Marian J. Stoddard was born in Washington, D.C., and grew up in its Maryland suburbs. Her father grew up in Carson City, Nevada, and her mother in Salt Lake City, so she was always partly a Westerner at heart, and she ended up raising her family in Washington State. Her family took road trips all over the United States and Canada, so there were lots of adventures.

The adventures of music, literature, and art were also valued and pursued. Playing tourist always included the local museums as well as historical sites and places of natural beauty. Discussions at home, around the dinner table or working in the kitchen, could cover politics, philosophy, or poetry, with the perspective of the gospel underlying all. Words and ideas, and testimony and service, were the family currency.

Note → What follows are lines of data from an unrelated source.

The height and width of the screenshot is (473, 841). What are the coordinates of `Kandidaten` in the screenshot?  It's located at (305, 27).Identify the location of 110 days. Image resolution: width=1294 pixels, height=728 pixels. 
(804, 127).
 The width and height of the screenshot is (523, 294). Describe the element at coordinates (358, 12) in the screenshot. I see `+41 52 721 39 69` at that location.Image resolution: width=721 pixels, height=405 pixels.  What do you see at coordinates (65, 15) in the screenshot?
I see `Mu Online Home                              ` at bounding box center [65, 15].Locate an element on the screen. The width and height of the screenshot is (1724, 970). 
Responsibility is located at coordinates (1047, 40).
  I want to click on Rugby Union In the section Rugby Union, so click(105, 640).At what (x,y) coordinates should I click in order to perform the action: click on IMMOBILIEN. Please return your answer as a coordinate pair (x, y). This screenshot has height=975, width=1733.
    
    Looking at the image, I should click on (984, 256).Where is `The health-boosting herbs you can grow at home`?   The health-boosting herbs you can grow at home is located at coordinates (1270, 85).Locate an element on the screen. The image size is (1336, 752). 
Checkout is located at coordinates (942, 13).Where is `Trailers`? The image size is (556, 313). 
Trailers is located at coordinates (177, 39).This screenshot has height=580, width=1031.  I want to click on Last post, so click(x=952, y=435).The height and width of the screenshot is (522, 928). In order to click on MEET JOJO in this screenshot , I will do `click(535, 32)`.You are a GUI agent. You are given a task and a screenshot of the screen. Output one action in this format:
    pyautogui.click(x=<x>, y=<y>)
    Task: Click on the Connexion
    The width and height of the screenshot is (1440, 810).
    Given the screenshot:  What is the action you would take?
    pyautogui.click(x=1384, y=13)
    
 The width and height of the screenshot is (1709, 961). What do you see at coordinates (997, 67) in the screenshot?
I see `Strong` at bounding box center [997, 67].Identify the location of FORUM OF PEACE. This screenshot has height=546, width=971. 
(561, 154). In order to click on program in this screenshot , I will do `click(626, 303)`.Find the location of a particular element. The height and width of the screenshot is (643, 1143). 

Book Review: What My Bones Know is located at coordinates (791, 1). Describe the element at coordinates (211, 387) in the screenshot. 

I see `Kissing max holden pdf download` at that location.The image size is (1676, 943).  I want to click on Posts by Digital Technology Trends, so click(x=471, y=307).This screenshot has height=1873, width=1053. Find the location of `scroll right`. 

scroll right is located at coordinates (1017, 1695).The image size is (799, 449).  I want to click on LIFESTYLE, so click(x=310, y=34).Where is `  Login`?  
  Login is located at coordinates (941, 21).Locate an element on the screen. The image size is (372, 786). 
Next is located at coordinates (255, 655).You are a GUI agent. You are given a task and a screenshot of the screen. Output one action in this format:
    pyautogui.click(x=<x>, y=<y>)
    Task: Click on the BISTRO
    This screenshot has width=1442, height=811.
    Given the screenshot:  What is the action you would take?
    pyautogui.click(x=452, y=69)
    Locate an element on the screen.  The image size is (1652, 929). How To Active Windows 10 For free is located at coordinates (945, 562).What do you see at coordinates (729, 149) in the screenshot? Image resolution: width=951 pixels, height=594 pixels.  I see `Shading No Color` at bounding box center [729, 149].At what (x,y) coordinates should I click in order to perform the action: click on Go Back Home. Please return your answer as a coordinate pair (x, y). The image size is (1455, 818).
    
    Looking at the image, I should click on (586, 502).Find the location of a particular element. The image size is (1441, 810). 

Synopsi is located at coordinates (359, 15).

Marian graduated from Winston Churchill High School in Potomac, Maryland, and attended the University of Utah as the recipient of the Ralph Hardy Memorial Scholarship, where she was graduated with honors, receiving a B.A. in English. She also met the love of her life, a law student, three weeks after her arrival; she jokes that she had to marry him because her mother always wanted a tenor in the family. (She sings second soprano.) They were married two years later and have six children and six grandchildren (so far). She treasures her family, her friends, and her opportunities to serve.

Visit Marian at her blog, greaterthansparrows.  You can contact her at bloggermarian@gmail.com. 

Marian and her husband live in Tacoma, Washington. Together they teach those who are preparing to go to the temple for the first time, and she also teaches a Stake Relief Society Institute class.